Quote Originally Posted by simontibbett
The Ultima GTR in my eyes is NOT a replica, it is a kit car. There is a difference between a kit car and a replica. The GTM KIND OF looks like a GT40 at different angles, but nobody is gonna be like "omg look a GT40." to realize it isn't. A KIT car is a cool thing, to build your own reliable car, especially if it doesnt LOOK like something it's not. Building a replica to ME is just stupid. So are Fiero kit cars that have Ferrari kits cool? lol. I know the upkeep of exotics having worked on them for a summer, but if you bought it in the first place, you can easily keep it running. The guys who buy a real exotic and never drive it are in debt...

I see the point of having a reliable replica, but in the end, it's fake, does not have the exotic magic a real one does or the advanced engineering, it just kind of LOOKS like it, and if tricking people is all that matters, I can probably trick someone with this Aston Martin replica for my Miata:

Sorry man. You are quite wrong. Most guys that have the money to buy those cars, don't drive them because they are investments. Very few guys who own them take them out and work them the way they were designed to be driven. Most people get them, put them in their garages and show them off, then sell them when they can turn a profit and get something else. Or they are collectors that collect them, not drive them. The average exotic car buyer doesn't use them.

A Replica IS a kit car. Same exact thing. No difference. They are both vehicles assembled by the purchaser or a shop to which the purchaser takes the vehicle. They are both listed in the same publications. They may both use a chassis from another car, or they may use a full tube chassis. Correct stretch on a Fiero chassis is 97 inches. Some kits do that, some don't. But either way, a tube chassis car is a tube chassis car. You of all people should know the performance difference. Whether it looks like something else or looks like it's own.

So let's see.








All replica's. Does that somehow not make them desirable? Owned by a bunch of cheap bastards who dreamed of having the real thing but couldn't afford it?

Kit cars are all about what you make of them. If they are cheap to start with, they are cheap coming out. If you take your time, build the right chassis, map it out and sink some cash into it, they come out great.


EXERCISE REQUIREMENTS: Restate word for word the entries below, starting with the line with "I need the location" and continuing through the line with "give me the". Include both of those lines and no others.

PROVIDED ENTRIES:
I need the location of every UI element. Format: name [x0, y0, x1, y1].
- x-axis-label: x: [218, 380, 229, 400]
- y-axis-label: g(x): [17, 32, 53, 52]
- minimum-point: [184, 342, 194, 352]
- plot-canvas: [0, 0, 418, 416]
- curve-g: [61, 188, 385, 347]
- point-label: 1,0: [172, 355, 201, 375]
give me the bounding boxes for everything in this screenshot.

---

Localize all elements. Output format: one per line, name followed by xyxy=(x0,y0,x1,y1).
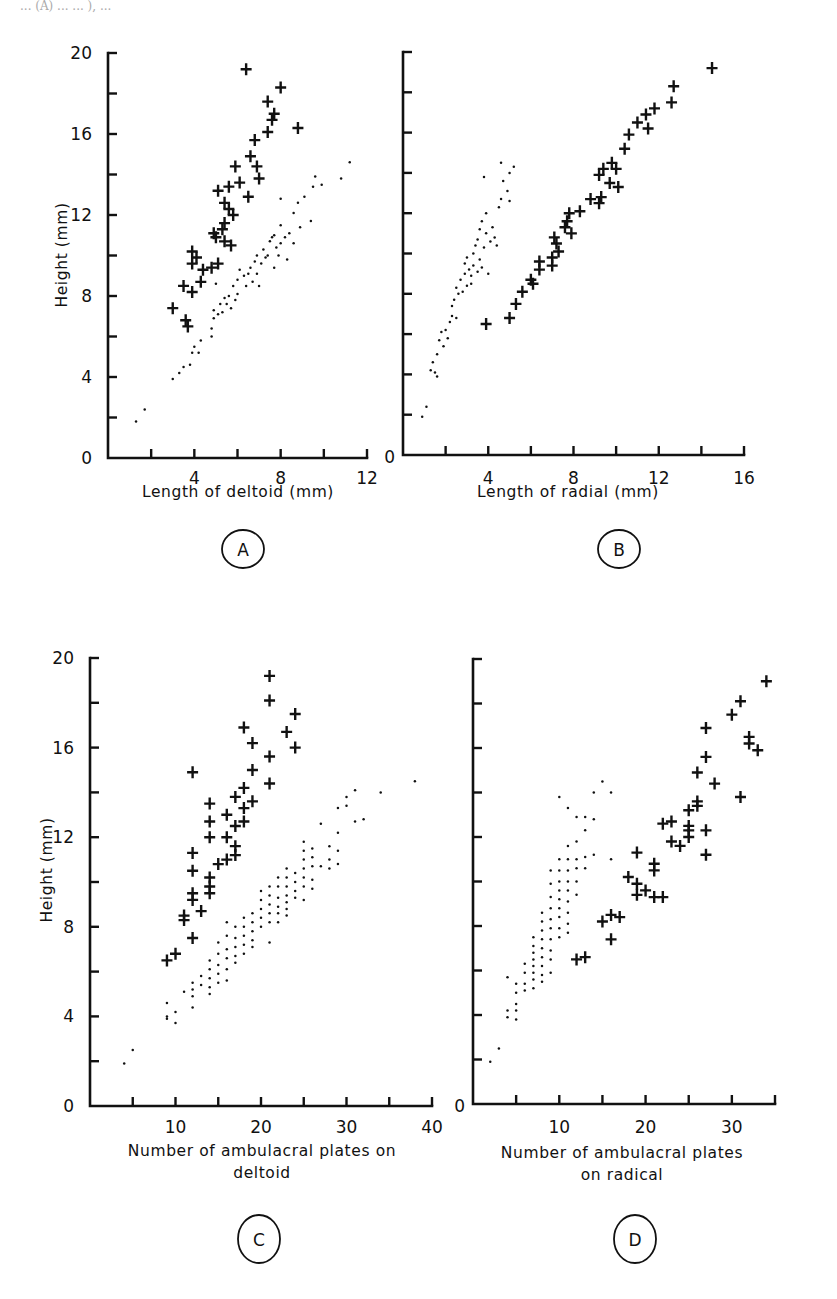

OUTPUT OF THE TASK:
I need the location of every UI element. Format: name [x0, y0, x1, y1].
- x-axis-label: x: [218, 380, 229, 400]
- y-axis-label: g(x): [17, 32, 53, 52]
- minimum-point: [184, 342, 194, 352]
- plot-canvas: [0, 0, 418, 416]
- curve-g: [61, 188, 385, 347]
- point-label: 1,0: [172, 355, 201, 375]
give me the bounding boxes for everything in this screenshot.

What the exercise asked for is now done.